After the Macedonian invasion of the Achaemenid Empire in 330 BC and its disintegration shortly after, the Hellenistic kingdoms were established throughout south-west Asia (Seleucid Empire, Kingdom of Pergamon), north-east Africa (Ptolemaic Kingdom) and South Asia (Greco-Bactrian Kingdom, Indo-Greek Kingdom). This resulted in an influx of Greek colonists and the export of Greek culture and language to these new realms, spanning as far as modern-day India. These new kingdoms were also influenced by the indigenous cultures, adopting local practices where beneficial, necessary, or convenient. Hellenistic culture thus represents a fusion of the ancient Greek world with that of Western Asian, Northeastern African, and Southwestern Asian. This mixture gave rise to a common Attic-based Greek dialect, known as Koine Greek, which became the lingua franca throughout the ancient world.

During the Hellenistic period, Greek cultural influence and power reached its peak in the Mediterranean and beyond. Prosperity and progress in the arts, literature, theatre, architecture, music, mathematics, philosophy, and science characterize the era. The Hellenistic period saw the rise of New Comedy, Alexandrian poetry, translation efforts such as the Septuagint, and the philosophies of Stoicism, Epicureanism, and Pyrrhonism. In science, the works of the mathematician Euclid and the polymath Archimedes are exemplary. The religious sphere expanded to include new gods such as the Greco-Egyptian Serapis, eastern deities such as Attis and Cybele, and a syncretism between Hellenistic culture and Buddhism in Bactria and Northwest India.

Scholars and historians are divided as to which event signals the end of the Hellenistic era. Proposals include the final conquest of the Greek heartlands by Rome in 146 BC following the Achaean War, the final defeat of the Ptolemaic Kingdom at the Battle of Actium in 31 BC, and the move by Roman emperor Constantine the Great of the capital of the Roman Empire to Constantinople in AD 330. Angelos Chaniotis ends the Hellenistic period with the death of Hadrian in 138 AD, who integrated the Greeks fully into the Roman Empire, though a range from c. 321 BC to 256 AD may also be given.

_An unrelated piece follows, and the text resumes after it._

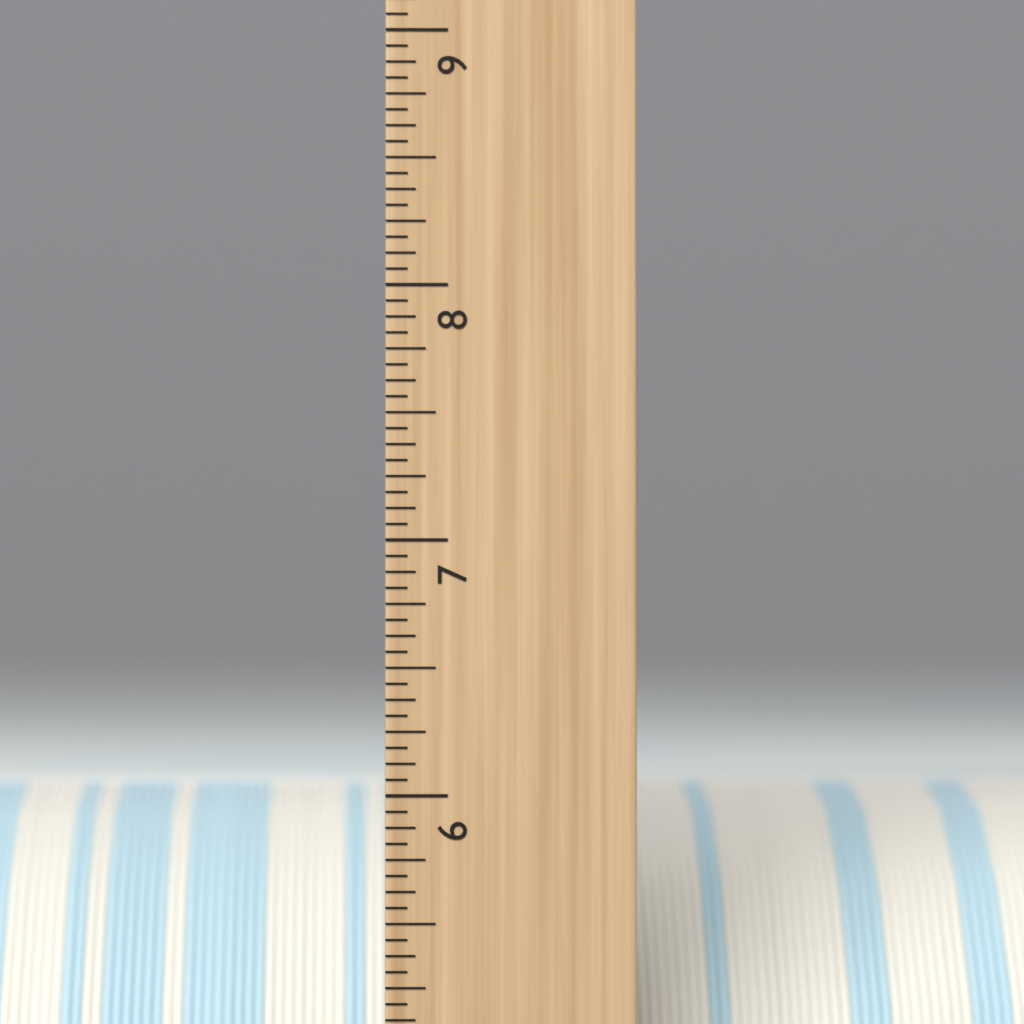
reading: 6.0000 inch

Ejemplos de uso de Hellenistic culture
1. Writers like Phipps have shown clearly enough the prevalence of that ideal in the Hellenistic culture into which Christianity had to spread from its cradle in Palestine.
2. But more than this: I think it should be said that in the interaction between Hellenistic culture and Christian faith an authentic ideal of celibacy was gradually created.
3. The idea of conception and birth of a woman by the power of god, without a human father was foreign to Jewish culture, but was common in the pagan Hellenistic culture of the Mediterranean world into which primitive Christianity spread.